Unpersuaded, Ruslan fought back. “The bargain referred to involved my agreeing to provide cells for cloning. Nothing was said about mimicking natural human reproduction. As far as that goes, I choose not to cooperate.” He crossed his arms over his chest in a gesture whose meaning only a few of those present would recognize.

It didn’t matter. Bac’cul politely but coolly explained why. “I repeat: the process will commence upon your return to Myssar. It has been decided that your cooperation in the matter is not required.”

Ruslan’s jaw tightened. “I won’t let you do it to her. You can’t force her to bear Pahksen’s offspring!”

“We have no wish to risk damage to our sole female specimen,” Gos’sil assured him. “Founded on human biology, the construction and maintenance of a number of artificial wombs is a simple matter of organic engineering. As to the other…”

As Cherpa stepped forward she placed an open palm over her lower abdomen. “You don’t have to do anything by force. I’ll volunteer my eggs. Take what you want.”

Startled and hurt, Ruslan turned to her. “Cherpa, you don’t have to agree to this! Even though we’re not Myssari, there are legal-ethical edicts available to us on Myssar that we can invoke. You don’t have to see your eggs fertilized with the sperm of the man you killed, someone you didn’t like and who tormented you through—”

Cor’rin interrupted him. As usual, her highly restrictive expression was unreadable. “Who said we were going to use genetic material from the deceased specimen?”

“I assumed that because—” He broke off as realization hit home. “You’re not referring to me, Cor’rin. Surely not to me.”

“Unless there is another human male of whose existence we are unaware—yes, we are referring to you, Ruslan.”

He swallowed and started to say something, only to find the words bunching up unintelligibly in his throat. Moving close, Cherpa put a hand on his shoulder.

“It’s okay, Bogo. It’s not only okay, it’s special okay.”

They were all staring at him, waiting for a response. So many Myssari eyes. So many inhuman eyes. He was being asked to consider a possibility that had barely, if ever, impinged on his consciousness.

“I don’t—I think of Cherpa as a distant daughter, not as a mate.”

“No ‘mating’ will be involved, Ruslan.” Bac’cul was once more the phlegmatic scientist. “Not in the traditional sense. You have only the most tenuous genetic connection to each other. You are not even from the same world. You are both human. Where basal matters of reproduction are concerned, the age difference is immaterial.
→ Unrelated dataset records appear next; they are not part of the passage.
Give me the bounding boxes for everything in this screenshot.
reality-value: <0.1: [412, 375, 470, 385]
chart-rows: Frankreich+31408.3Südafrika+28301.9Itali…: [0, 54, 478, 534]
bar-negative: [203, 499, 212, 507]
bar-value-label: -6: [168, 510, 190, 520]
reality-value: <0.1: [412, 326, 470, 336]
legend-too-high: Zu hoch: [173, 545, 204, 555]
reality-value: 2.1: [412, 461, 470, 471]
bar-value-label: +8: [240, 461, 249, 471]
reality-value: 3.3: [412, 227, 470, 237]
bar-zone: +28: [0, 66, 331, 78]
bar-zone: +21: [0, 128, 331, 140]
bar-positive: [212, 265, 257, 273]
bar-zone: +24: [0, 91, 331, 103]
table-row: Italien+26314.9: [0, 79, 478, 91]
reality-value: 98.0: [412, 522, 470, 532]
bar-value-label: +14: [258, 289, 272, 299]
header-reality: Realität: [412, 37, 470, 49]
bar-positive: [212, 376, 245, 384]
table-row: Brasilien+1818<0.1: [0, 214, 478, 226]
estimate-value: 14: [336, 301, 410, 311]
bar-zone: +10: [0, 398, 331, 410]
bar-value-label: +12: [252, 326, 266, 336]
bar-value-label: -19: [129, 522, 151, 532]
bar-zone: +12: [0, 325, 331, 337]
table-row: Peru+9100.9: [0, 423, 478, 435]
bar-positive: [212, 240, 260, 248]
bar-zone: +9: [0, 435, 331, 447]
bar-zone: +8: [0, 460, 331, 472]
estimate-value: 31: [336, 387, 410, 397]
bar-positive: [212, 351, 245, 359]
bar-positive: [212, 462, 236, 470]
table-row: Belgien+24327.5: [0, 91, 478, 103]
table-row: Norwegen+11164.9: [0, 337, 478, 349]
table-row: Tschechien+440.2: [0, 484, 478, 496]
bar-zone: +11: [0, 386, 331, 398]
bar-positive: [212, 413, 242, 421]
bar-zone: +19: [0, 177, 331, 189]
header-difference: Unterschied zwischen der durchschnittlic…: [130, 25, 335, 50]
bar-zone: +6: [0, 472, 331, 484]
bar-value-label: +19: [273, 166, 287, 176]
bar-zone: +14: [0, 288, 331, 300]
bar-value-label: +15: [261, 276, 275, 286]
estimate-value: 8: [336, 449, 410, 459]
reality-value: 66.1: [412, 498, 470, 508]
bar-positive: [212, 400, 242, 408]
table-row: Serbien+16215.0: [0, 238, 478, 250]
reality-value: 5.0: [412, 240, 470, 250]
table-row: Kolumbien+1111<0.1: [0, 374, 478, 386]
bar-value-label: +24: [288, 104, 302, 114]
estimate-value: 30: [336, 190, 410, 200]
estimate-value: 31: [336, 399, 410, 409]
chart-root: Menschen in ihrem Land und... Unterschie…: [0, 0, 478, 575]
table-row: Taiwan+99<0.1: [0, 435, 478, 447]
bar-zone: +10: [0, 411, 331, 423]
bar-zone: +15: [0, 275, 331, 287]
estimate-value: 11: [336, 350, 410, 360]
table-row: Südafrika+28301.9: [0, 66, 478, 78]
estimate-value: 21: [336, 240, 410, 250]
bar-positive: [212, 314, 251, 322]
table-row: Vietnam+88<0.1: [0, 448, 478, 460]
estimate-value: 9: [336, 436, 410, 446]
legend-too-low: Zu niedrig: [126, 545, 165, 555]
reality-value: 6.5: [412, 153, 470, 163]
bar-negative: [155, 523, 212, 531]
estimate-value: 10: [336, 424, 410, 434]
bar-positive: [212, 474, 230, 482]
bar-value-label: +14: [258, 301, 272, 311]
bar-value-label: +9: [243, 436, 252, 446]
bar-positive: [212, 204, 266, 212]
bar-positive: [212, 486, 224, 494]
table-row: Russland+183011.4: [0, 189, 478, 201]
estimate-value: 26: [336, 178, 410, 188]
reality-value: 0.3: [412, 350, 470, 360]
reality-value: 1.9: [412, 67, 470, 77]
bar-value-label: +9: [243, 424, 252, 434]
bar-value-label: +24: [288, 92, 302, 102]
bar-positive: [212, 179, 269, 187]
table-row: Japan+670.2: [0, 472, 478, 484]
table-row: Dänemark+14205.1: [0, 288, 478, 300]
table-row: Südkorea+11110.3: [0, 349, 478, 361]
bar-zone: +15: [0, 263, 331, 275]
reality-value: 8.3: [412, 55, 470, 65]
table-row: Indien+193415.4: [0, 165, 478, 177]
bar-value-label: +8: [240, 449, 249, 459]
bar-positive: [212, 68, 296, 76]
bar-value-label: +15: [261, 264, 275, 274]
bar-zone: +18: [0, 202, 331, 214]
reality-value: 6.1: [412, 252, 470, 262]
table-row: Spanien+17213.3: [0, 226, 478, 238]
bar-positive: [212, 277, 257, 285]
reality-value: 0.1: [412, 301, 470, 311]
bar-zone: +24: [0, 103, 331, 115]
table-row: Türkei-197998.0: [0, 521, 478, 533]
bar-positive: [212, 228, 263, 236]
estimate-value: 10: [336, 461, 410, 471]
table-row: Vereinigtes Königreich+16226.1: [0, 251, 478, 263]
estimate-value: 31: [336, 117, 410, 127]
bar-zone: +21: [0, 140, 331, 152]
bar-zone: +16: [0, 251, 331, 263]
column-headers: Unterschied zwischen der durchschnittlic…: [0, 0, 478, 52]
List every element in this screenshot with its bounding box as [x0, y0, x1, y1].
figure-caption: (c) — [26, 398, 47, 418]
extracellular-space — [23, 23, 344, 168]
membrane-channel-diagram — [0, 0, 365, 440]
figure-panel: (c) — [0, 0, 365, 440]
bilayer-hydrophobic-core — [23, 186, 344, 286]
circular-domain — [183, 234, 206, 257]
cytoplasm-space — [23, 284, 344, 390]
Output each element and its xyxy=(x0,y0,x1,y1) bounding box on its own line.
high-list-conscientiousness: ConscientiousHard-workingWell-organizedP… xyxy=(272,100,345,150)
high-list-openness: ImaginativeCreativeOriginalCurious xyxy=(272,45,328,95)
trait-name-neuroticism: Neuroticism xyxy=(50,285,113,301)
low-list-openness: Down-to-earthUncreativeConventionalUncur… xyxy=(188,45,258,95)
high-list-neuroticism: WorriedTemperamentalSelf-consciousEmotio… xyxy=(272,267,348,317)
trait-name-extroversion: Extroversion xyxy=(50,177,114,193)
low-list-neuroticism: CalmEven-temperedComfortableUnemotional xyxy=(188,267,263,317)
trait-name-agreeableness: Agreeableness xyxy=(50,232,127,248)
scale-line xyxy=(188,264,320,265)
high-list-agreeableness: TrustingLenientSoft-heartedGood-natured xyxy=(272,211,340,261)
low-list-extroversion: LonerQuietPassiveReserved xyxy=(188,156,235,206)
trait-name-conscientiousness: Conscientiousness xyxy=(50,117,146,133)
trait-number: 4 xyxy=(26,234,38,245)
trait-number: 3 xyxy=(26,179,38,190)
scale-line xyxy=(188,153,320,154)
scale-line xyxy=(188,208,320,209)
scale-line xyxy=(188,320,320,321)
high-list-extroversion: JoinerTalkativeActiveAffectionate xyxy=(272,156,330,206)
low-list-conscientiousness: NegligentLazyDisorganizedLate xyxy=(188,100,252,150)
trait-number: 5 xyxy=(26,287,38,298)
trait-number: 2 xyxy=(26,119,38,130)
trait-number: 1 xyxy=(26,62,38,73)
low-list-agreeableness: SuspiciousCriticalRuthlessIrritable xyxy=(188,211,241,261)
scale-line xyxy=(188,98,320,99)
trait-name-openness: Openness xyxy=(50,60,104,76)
All that matters is biological viability.”

Looking down past his feet toward the surging river, Ruslan wished he were in it. “What if my ‘genetic material’ isn’t viable any longer?”

“Then we will have no choice but to use the corresponding reproductive components salvaged from the body of the deceased Pahksen.” There was neither apology nor hesitation in Cor’rin’s voice. “If it eventuates that we follow that course of action, we will have to deal with the possibility of inherited psychological abnormalities when and if they manifest themselves in the course of the resultant offsprings’ maturation.”

The Myssari were plainly adamant. Given no choice, a reluctant Ruslan decided it was better to concede than to flail fruitlessly against something that had already been decided.

“Since Cherpa’s willing to contribute, I suppose I might as well also,” he sighed. Thick with satisfaction, a group susurration filled the room. A compliant specimen, the assembled researchers knew, always produced better results than one that was study-averse. “But it will be via a strictly controlled and deliberate laboratory methodology, as you say.”

Among the Myssari only Cor’rin and one or two other of the scientists were noticeably disappointed. To the rest the method of reproduction was a sideshow. A potentially interesting one from a scientific and cultural-historical standpoint, to be sure, but unimportant compared to the far greater desire to see humankind brought back as a viable species.